Ruff Way to Go
exactly the crudest of names, but
it had struck me as such at age six. Their two daughters had been teenagers
then. My mom had hired the eldest as a babysitter, and the four of us minors had
a mutual lack-of-admiration society going. The Haywoods’ daughters should be in
their early forties now. I wondered if we’d all still dislike one another.
    Harvey and
Betsy had stepped out onto the sheltered area of their porch to speak to the officer.
Harvey, wearing the old man uniform of knee-length shorts, black socks, and a
sleeveless undershirt, rocked on his heels. Betsy was wearing what looked to be
the same housecoat she’d worn virtually every day twenty years earlier. In a
gesture that seemed uncharacteristic of the garrulous woman I remembered, she
brought her hands to her lips as the officer spoke.
    Wait a
minute! They lived right next to Edith’s property, on the opposite side
of the Cunninghams’. Why hadn’t they heard me calling for help?
    My mother
approached in her white and blue King Cab pickup truck.

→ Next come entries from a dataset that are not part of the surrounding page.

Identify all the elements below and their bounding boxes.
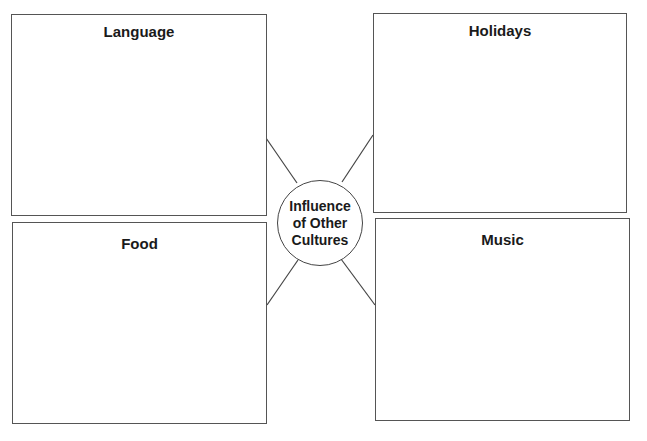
connector-holidays	[342, 135, 373, 182]
language-box: Language	[11, 14, 267, 216]
center-label-line: Influence	[289, 198, 350, 215]
food-box: Food	[12, 222, 267, 424]
holidays-box: Holidays	[373, 13, 627, 213]
center-circle: Influence of Other Cultures	[277, 180, 363, 266]
music-box: Music	[375, 218, 630, 421]
connector-music	[341, 259, 375, 305]
food-box-title: Food	[13, 235, 266, 252]
connector-food	[267, 260, 298, 305]
center-label: Influence of Other Cultures	[289, 198, 350, 249]
connector-language	[266, 138, 297, 183]
holidays-box-title: Holidays	[374, 22, 626, 39]
center-label-line: Cultures	[289, 232, 350, 249]
language-box-title: Language	[12, 23, 266, 40]
center-label-line: of Other	[289, 215, 350, 232]
music-box-title: Music	[376, 231, 629, 248]
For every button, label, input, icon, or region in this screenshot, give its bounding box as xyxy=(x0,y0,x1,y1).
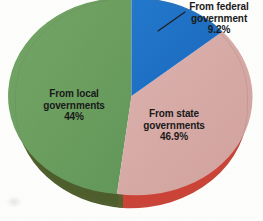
pie-label-state-line1: From state xyxy=(149,108,199,119)
pie-label-state: From state governments 46.9% xyxy=(122,108,226,143)
pie-label-local: From local governments 44% xyxy=(22,88,126,123)
pie-label-local-line1: From local xyxy=(49,88,99,99)
pie-label-federal-line2: government xyxy=(191,13,247,24)
pie-label-state-line2: governments xyxy=(143,120,205,131)
pie-chart-figure: From local governments 44% From state go… xyxy=(0,0,263,221)
pie-label-federal-line1: From federal xyxy=(189,1,248,12)
pie-label-federal-value: 9.2% xyxy=(176,24,262,36)
pie-label-federal: From federal government 9.2% xyxy=(176,1,262,36)
pie-label-state-value: 46.9% xyxy=(122,131,226,143)
pie-label-local-line2: governments xyxy=(43,100,105,111)
pie-label-local-value: 44% xyxy=(22,111,126,123)
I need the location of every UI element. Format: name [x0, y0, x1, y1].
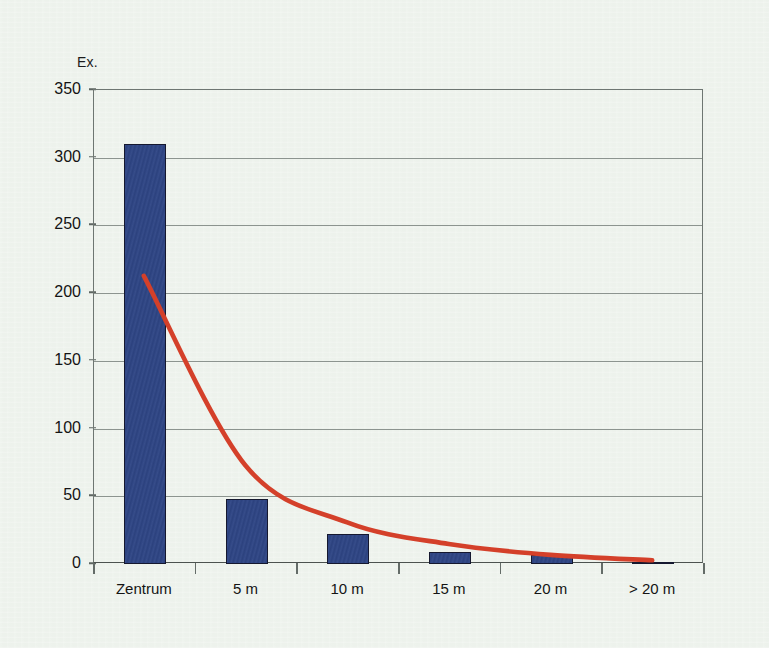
gridline	[94, 225, 702, 226]
x-tick-label: 20 m	[534, 580, 567, 597]
bar	[226, 499, 268, 564]
gridline	[94, 293, 702, 294]
y-tick-label: 0	[29, 554, 81, 572]
y-tick-label: 100	[29, 419, 81, 437]
x-tick-mark	[398, 563, 400, 574]
y-tick-label: 50	[29, 486, 81, 504]
y-axis-title: Ex.	[77, 54, 98, 70]
plot-area	[93, 89, 703, 563]
x-tick-label: 5 m	[233, 580, 258, 597]
x-tick-label: 10 m	[330, 580, 363, 597]
y-tick-label: 350	[29, 80, 81, 98]
x-tick-label: > 20 m	[629, 580, 675, 597]
gridline	[94, 429, 702, 430]
bar	[429, 552, 471, 564]
y-tick-label: 250	[29, 215, 81, 233]
y-tick-label: 300	[29, 148, 81, 166]
x-tick-label: Zentrum	[116, 580, 172, 597]
bar	[327, 534, 369, 564]
gridline	[94, 361, 702, 362]
gridline	[94, 496, 702, 497]
gridline	[94, 158, 702, 159]
bar	[531, 555, 573, 564]
y-tick-label: 200	[29, 283, 81, 301]
x-tick-mark	[93, 563, 95, 574]
x-tick-label: 15 m	[432, 580, 465, 597]
x-tick-mark	[296, 563, 298, 574]
x-tick-mark	[601, 563, 603, 574]
bar	[124, 144, 166, 564]
chart-figure: Ex. 050100150200250300350 Zentrum5 m10 m…	[0, 0, 769, 648]
bar	[632, 562, 674, 565]
x-tick-mark	[500, 563, 502, 574]
x-tick-mark	[195, 563, 197, 574]
y-tick-label: 150	[29, 351, 81, 369]
x-tick-mark	[703, 563, 705, 574]
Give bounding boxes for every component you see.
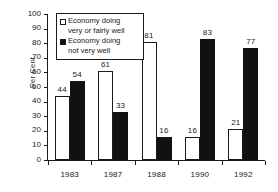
bar-value-label: 81 bbox=[144, 31, 153, 40]
bar-chart: Per Cent 0102030405060708090100 19831987… bbox=[0, 0, 278, 192]
y-axis-tick: 0 bbox=[0, 160, 48, 161]
bar-1987-series-1: 61 bbox=[98, 71, 113, 160]
y-axis-tick-label: 60 bbox=[32, 67, 41, 76]
x-axis-tick-mark bbox=[135, 161, 136, 165]
y-axis-tick-label: 30 bbox=[32, 111, 41, 120]
x-axis-tick-mark bbox=[265, 161, 266, 165]
bar-1983-series-1: 44 bbox=[55, 96, 70, 160]
x-axis-tick-mark bbox=[178, 161, 179, 165]
y-axis-tick: 90 bbox=[0, 29, 48, 30]
y-axis-tick: 50 bbox=[0, 87, 48, 88]
x-axis-tick-label: 1988 bbox=[135, 170, 179, 179]
bar-1990-series-2: 83 bbox=[200, 39, 215, 160]
bar-1992-series-2: 77 bbox=[243, 48, 258, 160]
legend-item-not-very-well[interactable]: Economy doingnot very well bbox=[60, 36, 140, 55]
bar-1988-series-2: 16 bbox=[157, 137, 172, 160]
y-axis-tick: 10 bbox=[0, 145, 48, 146]
y-axis-tick-label: 70 bbox=[32, 52, 41, 61]
x-axis-tick-label: 1987 bbox=[91, 170, 135, 179]
x-axis-tick-label: 1990 bbox=[178, 170, 222, 179]
bar-1983-series-2: 54 bbox=[70, 81, 85, 160]
y-axis-tick: 80 bbox=[0, 43, 48, 44]
bar-value-label: 16 bbox=[159, 126, 168, 135]
legend-item-label: Economy doingnot very well bbox=[68, 36, 120, 55]
legend-swatch-dark-icon bbox=[60, 39, 66, 45]
y-axis-tick: 100 bbox=[0, 14, 48, 15]
y-axis-tick-label: 10 bbox=[32, 140, 41, 149]
bar-value-label: 61 bbox=[101, 60, 110, 69]
bar-value-label: 33 bbox=[116, 101, 125, 110]
legend-item-label: Economy doingvery or fairly well bbox=[68, 16, 125, 35]
y-axis-tick-label: 40 bbox=[32, 96, 41, 105]
chart-legend: Economy doingvery or fairly well Economy… bbox=[56, 13, 144, 60]
x-axis-tick-mark bbox=[222, 161, 223, 165]
y-axis-tick-label: 100 bbox=[28, 9, 41, 18]
bar-1990-series-1: 16 bbox=[185, 137, 200, 160]
bar-value-label: 21 bbox=[231, 118, 240, 127]
x-axis-tick-mark bbox=[48, 161, 49, 165]
legend-item-very-or-fairly-well[interactable]: Economy doingvery or fairly well bbox=[60, 16, 140, 35]
bar-1992-series-1: 21 bbox=[228, 129, 243, 160]
y-axis-tick-label: 90 bbox=[32, 23, 41, 32]
y-axis-tick: 40 bbox=[0, 102, 48, 103]
y-axis-tick: 60 bbox=[0, 72, 48, 73]
x-axis-tick-label: 1983 bbox=[48, 170, 92, 179]
y-axis-tick-label: 0 bbox=[37, 155, 41, 164]
y-axis-tick: 70 bbox=[0, 58, 48, 59]
bar-value-label: 16 bbox=[188, 126, 197, 135]
bar-value-label: 54 bbox=[73, 70, 82, 79]
bar-value-label: 77 bbox=[246, 37, 255, 46]
x-axis-tick-label: 1992 bbox=[221, 170, 265, 179]
y-axis-tick: 30 bbox=[0, 116, 48, 117]
x-axis-tick-mark bbox=[91, 161, 92, 165]
bar-value-label: 83 bbox=[203, 28, 212, 37]
y-axis-tick-label: 20 bbox=[32, 125, 41, 134]
bar-1987-series-2: 33 bbox=[113, 112, 128, 160]
y-axis-tick-label: 50 bbox=[32, 82, 41, 91]
legend-swatch-light-icon bbox=[60, 19, 66, 25]
bar-value-label: 44 bbox=[58, 85, 67, 94]
y-axis-tick-label: 80 bbox=[32, 38, 41, 47]
x-axis-line bbox=[47, 160, 265, 161]
y-axis-tick: 20 bbox=[0, 131, 48, 132]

No one could ever
mistake us for anything other than mother and daughter, though at five-six she’s
considerably taller than I am. She often wore her long brown hair—which
she’d only recently begun to dye—in a braid. I watched her expression
change in an instant from curiosity to concern to fear as she spotted me with
the officers. Just as her face registered panic, she threw open the car door
and was out of her car running toward me.
    “Allida! Are
you all right?”
    “I’m fine,”
I said as calmly as I could, though the sight of my mother when I was already
this traumatized made me have to battle tears. “It’s Cassandra Randon. She was
killed.”
    “Oh, my God.
Where’s Melanie?”
    “Nobody
seems to know.”
    The officer
beside me cleared his throat and stepped between us. “Ma’am? Why don’t you get
some dry clothes for your daughter? She has to come with us.”
    Mom gasped
and looked at me.
    “I have to
go make a statement, Mom. I found Cassandra when I went over to see Edith
Cunningham.”
    The rain was
starting to pick up again, but Mom turned and stood glaring at the policeman as
if she intended to pick a fight on my behalf. Never one to back away from a
confrontation, Mom would not have surprised me if she clobbered him.
    Just then, a
middle-aged man in uniform left Edith’s house, walking with a confidence in his
step that gave off the aura of authority. “Andy,” Mom called to him. She
gestured at me. “This is my daughter.”
    “I know,
Marilyn. But right now she’s also the primary witness in a suspicious death. ‘Fraid
we’ve got to take her in for questioning.”
    “Then I’m
coming with you.”
     
    ***
     
    “Did your
mom see you earlier this afternoon? Or was anyone with you at your office?”
Sergeant Millay asked me. We were seated in a tiny room within the small brick
building in downtown Berthoud that housed the police department. The walls were
plain white, a fluorescent ceiling fixture the only light source, a table and
four chairs the only furnishings. My mother, I knew, was seated on the bench
just outside this room, when she wasn’t pacing in front of the door and its
little window.
    This line of
questioning instantly got my heart going. I tried to reassure myself that,
because I’d found the body, I had to account for my whereabouts during Cassandra’s
death. But the concept of the police acting as though I were a possible suspect
in a murder case frightened me to the bone.
    “Yes, there
was my client, as I already described, followed by Trevor Cunningham, Edith’s...”—I
hesitated at adding the word “estranged,” knowing the police would already
suspect him and not wanting to make it obvious that I did as well—“husband.
He left at about three-thirty.”
    “How long
did it take you to drive between your office and the house?”
    “Forty
minutes.”
    I could see
by his expression that he was doing the mental calculations.